The flashlight bounced off the glass aquariums, creating a horrifying display of shadow puppets that seemed to be taunting us from their invisible stages. This was worst-case scenario. We were in the belly of the beast, and the beast just snapped its jaws shut around us. I wanted to curl up in a corner and accept my fate, but then I remembered I had made it out of this once; I could do it again.

“Keep behind me,” Gabe said, inching toward the stairs. “And try to aim the light wherever I aim my gun.”

It was difficult at first. He would look left, and my light would still be aimed to the right. Fear pooled in the back of my throat, like spoiled milk fighting its way to come back up. I tried to reframe this situation: use it as research. I could write a killer thriller when all this was done.

The caveat being that I had to survive this in order to write it.

Gabriel put an arm out and came to a sudden stop. We were right in front of the stairs that led up to the rest of the house. Sure enough, the door we had come in from was now shut, only a small slice of light breaking through. I could hear my own heartbeat. Or was that Gabriel’s? I couldn’t tell.

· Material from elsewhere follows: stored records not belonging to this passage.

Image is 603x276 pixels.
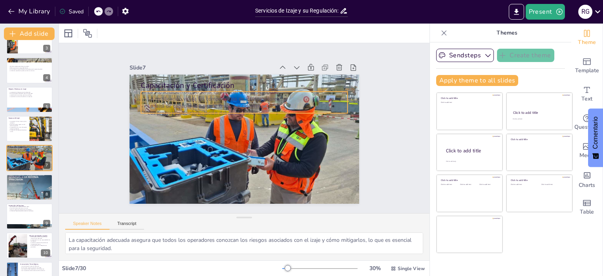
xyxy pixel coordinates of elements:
p: Las medidas de control son esenciales para la seguridad. [9,178,50,180]
p: La evaluación continua de prácticas es necesaria. [9,96,50,97]
p: Capacitación y Certificación [9,146,50,148]
p: Evaluación de Riesgos [9,175,50,178]
div: Click to add body [446,161,496,163]
p: La planificación meticulosa previene accidentes. [9,94,50,96]
button: Apply theme to all slides [436,75,519,86]
div: Click to add text [513,118,565,120]
div: Click to add title [511,179,567,182]
p: La falta de inspección puede resultar en accidentes. [9,211,50,212]
p: Inspección de Equipos [9,205,50,207]
div: 5 [43,103,50,110]
p: Equipos de Izaje [9,117,27,119]
p: La certificación valida las competencias de los operadores. [168,48,350,158]
p: La falta de capacitación puede llevar a accidentes. [9,151,50,152]
button: My Library [6,5,53,18]
p: OSHA se centra en la seguridad laboral. [9,67,50,69]
p: La seguridad de los trabajadores es primordial. [29,245,50,247]
p: La certificación valida las competencias de los operadores. [9,149,50,151]
div: Click to add text [511,184,536,186]
p: Responsabilidades Legales [29,235,50,237]
span: Media [580,151,595,160]
div: 6 [43,132,50,139]
p: Los programas de capacitación deben ser continuos. [161,60,343,170]
p: El mantenimiento preventivo es crucial. [9,208,50,209]
p: Las empresas deben cumplir con las normativas de seguridad. [29,236,50,239]
span: Table [580,208,594,216]
p: Las normativas internacionales son esenciales para la operación global. [9,69,50,70]
p: El mantenimiento regular es vital para la seguridad. [9,124,27,126]
div: 8 [6,174,53,200]
p: La capacitación del personal es fundamental. [9,92,50,93]
p: La capacitación del personal es esencial para la seguridad. [171,42,354,151]
p: Los programas de capacitación deben ser continuos. [9,152,50,154]
button: R G [579,4,593,20]
textarea: La capacitación adecuada asegura que todos los operadores conozcan los riesgos asociados con el i... [65,233,423,254]
div: Layout [62,27,75,40]
p: La capacitación en el uso de equipos previene accidentes. [9,126,27,129]
div: 9 [6,203,53,229]
input: Insert title [255,5,340,16]
p: La falta de cumplimiento puede resultar en sanciones. [9,70,50,72]
button: Create theme [497,49,555,62]
div: Slide 7 / 30 [62,265,282,272]
div: 8 [43,191,50,198]
button: Sendsteps [436,49,494,62]
span: Position [83,29,92,38]
span: Charts [579,181,596,190]
span: Theme [578,38,596,47]
p: El uso de equipos adecuados mejora la seguridad. [9,93,50,94]
font: Comentario [592,117,599,149]
p: La evaluación de riesgos debe ser un proceso continuo. [9,180,50,181]
p: Llevar un registro de inspecciones es necesario. [9,209,50,211]
button: Speaker Notes [65,221,110,230]
div: Add a table [572,193,603,222]
div: Change the overall theme [572,24,603,52]
div: 10 [41,249,50,257]
div: Click to add title [446,148,497,154]
p: La evaluación de riesgos identifica peligros potenciales. [9,177,50,179]
div: Click to add title [513,110,566,115]
button: Present [526,4,565,20]
p: ISO 9001 establece estándares de calidad. [9,66,50,68]
div: Click to add title [511,137,567,141]
div: Add charts and graphs [572,165,603,193]
div: Click to add text [480,184,497,186]
div: 7 [6,145,53,171]
button: Transcript [110,221,145,230]
p: Los equipos de izaje incluyen grúas y polipastos. [9,121,27,124]
div: Click to add title [441,179,497,182]
p: Las empresas deben adaptarse a las innovaciones. [20,269,50,270]
p: Themes [451,24,564,42]
div: 4 [6,57,53,83]
span: Template [576,66,599,75]
p: Mejores Prácticas en Izaje [9,88,50,90]
div: 30 % [366,265,385,272]
div: Slide 7 [173,15,302,94]
div: 6 [6,116,53,142]
div: 3 [43,45,50,52]
div: 9 [43,220,50,227]
div: 3 [6,28,53,54]
div: Add ready made slides [572,52,603,80]
p: La automatización mejora la eficiencia. [20,266,50,267]
div: 5 [6,87,53,113]
p: La selección del equipo adecuado es crucial. [9,130,27,132]
p: Normativas Internacionales [9,59,50,61]
span: Text [582,95,593,103]
div: Click to add title [441,97,497,100]
div: R G [579,5,593,19]
span: Single View [398,266,425,272]
div: Click to add text [441,184,459,186]
div: Click to add text [542,184,566,186]
p: Involucrar al personal en la evaluación es beneficioso. [9,181,50,183]
div: Saved [59,8,84,15]
div: 10 [6,233,53,258]
p: La capacitación es una responsabilidad de la empresa. [29,239,50,242]
div: 4 [43,74,50,81]
p: El monitoreo remoto aumenta la seguridad. [20,267,50,269]
div: Click to add text [460,184,478,186]
div: Click to add text [441,102,497,104]
p: La capacitación del personal es esencial para la seguridad. [9,148,50,149]
p: La falta de capacitación puede llevar a accidentes. [164,54,347,164]
p: La falta de cumplimiento puede tener consecuencias graves. [29,242,50,245]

He started moving forward again. It felt like I had swallowed a gallon of sand, my mouth as dry as ash. I swallowed, but it hurt, nearly making me cough. I put a fist up against my mouth to cover any noise as we slowly went up the steps, the thin wood planks creaking even as we inched upward. Gabriel had the gun aimed up toward the door.

He reached out, his hand holding one of the handles. I took a breath and steadied myself. I had no idea what was on the other side of that door, except I did know it was our only way out. The darkness felt like a living thing, its inky black tentacles stretching up from the basement and trying to close around my ankles, dragging me back down into the depths. A cockroach scuttled up the wall near my head.